Salads don't always have to contain green lettuces such as basic iceberg or Bibb. Other colors, textures and flavors can make an interesting combination. I love bitter lettuces, such as purple radicchio and white endive. Add pungent cheese, sweet and juicy pears, and crunchy walnuts to the mix, and then dress it in a Dijon-maple vinaigrette, and it becomes a festive fall salad that can be enjoyed as an elegant appetizer. Roasting the pears with a drizzle of maple syrup creates another level of flavor and intensifies their sweetness. I use Seckel pears, which are a small and quite firm variety of pear. They work extremely well when cooked and don't lose their texture at all, making them ideal in this salad.

Texture is what this salad is all about: the interplay of crunchy, crinkly, smooth, creamy and crispy. Radicchio, with its deep purple and white leaves, adds color and crinkly texture to the salad. Endive is firm and crunchy in its texture. Both lettuces have a slight bitterness that contrasts well with the sweetness of the pears and of the maple vinaigrette.

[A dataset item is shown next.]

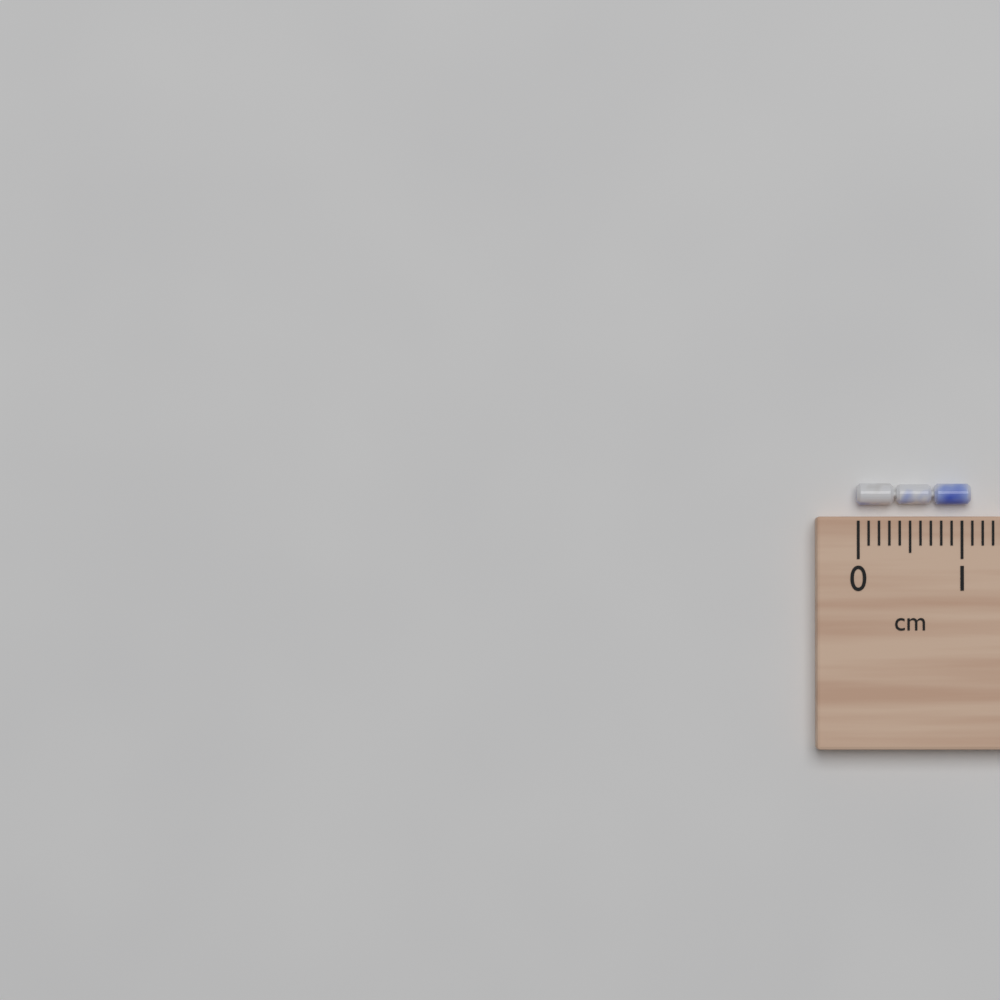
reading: 1.1 cm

Further play on texture comes from the creamy Roquefort bleu cheese and crunchy toasted walnuts. If you've never tasted a flavor combination like this, you might think this salad would be too strong, but the flavors are truly complementary.

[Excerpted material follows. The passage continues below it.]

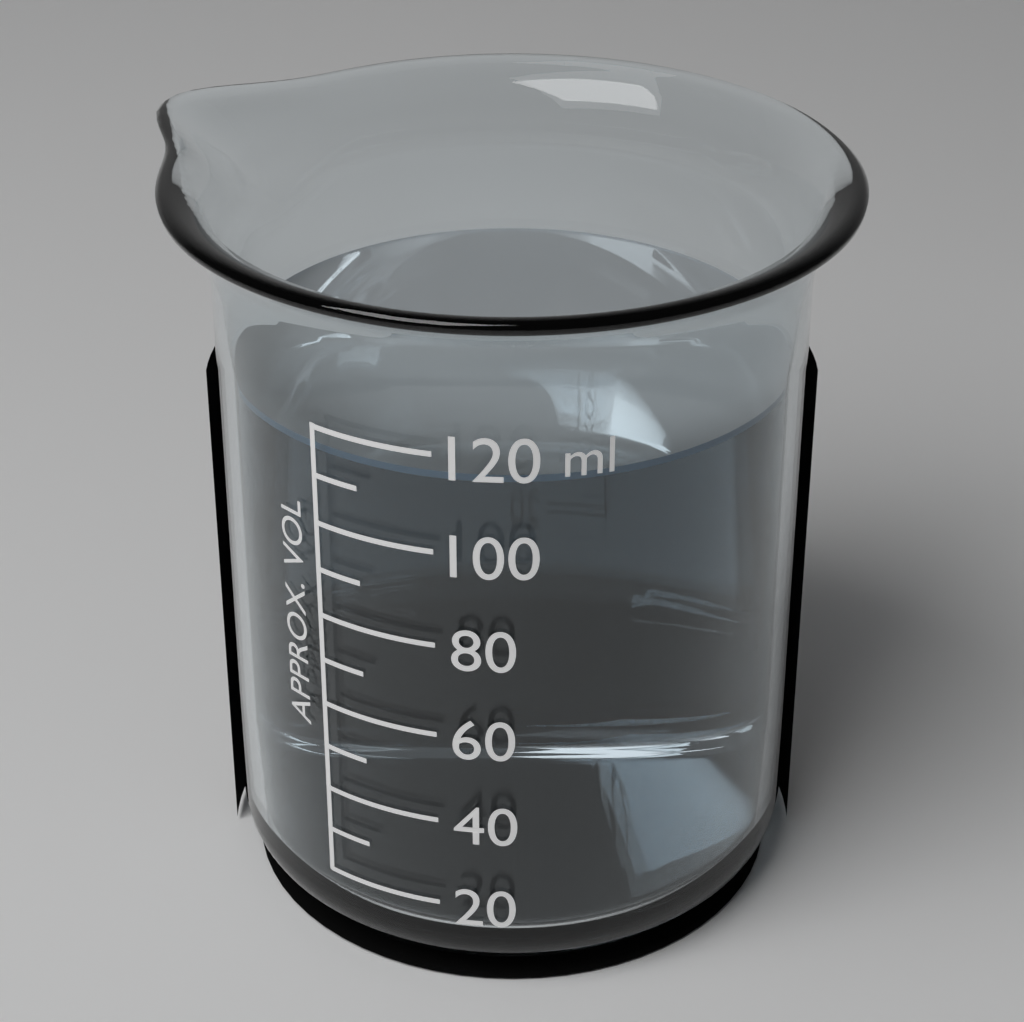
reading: 115 ml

Fall and winter are the best times to grow and enjoy lettuces, which flourish in cool temperatures. Even in cold areas, loose leaf lettuces can easily be grown in cold frames. Harvest only the outer leaves so that the inner leaves continue to grow. This salad, however, uses two specialty lettuces, which aren't often grown in home gardens. Many might recognize radicchio in salad mixes but think it is red cabbage. In fact it's a lettuce in the bitter chicory family. When it is grown, it looks a lot like a big, ruffly head of dark green cabbage, but only the deep purple inner core is harvested. Endive, almost tulip-like in its shape, is also in the chicory family. It's grown in complete darkness so that the leaves remain a pale creamy white. The small lettuce heads are cut so that their roots can grow new endive.

Roasted Seckel Pear, Endive and Radicchio Salad with Roquefort and Walnuts

Makes 4 appetizer servings.

4 Seckel pears, halved, cored and rubbed with lemon

2 tablespoons grapeseed oil, plus more for drizzling

2 teaspoons maple syrup, plus more for drizzling

1 tablespoon lemon juice

1/2 teaspoon Dijon mustard

Fine sea salt

Freshly ground black pepper

2 heads Belgian endive, sliced into strips

1 head radicchio, leaves torn

4 ounces Roquefort, crumbled

1/4 cup coarsely chopped walnuts, toasted

Preheat oven to 350 F.

Toss pear halves in a drizzle of oil and maple syrup. Place cut side down on a baking sheet lined with parchment paper. Roast until knife tender, about 8 minutes. Let cool slightly.

In a large bowl, whisk together oil, maple syrup, lemon juice and mustard. Season with salt and pepper. Add endive and radicchio; toss until coated. Divide among 4 salad plates. Top with crumbled Roquefort and chopped walnuts. Nestle 2 pear halves into each salad.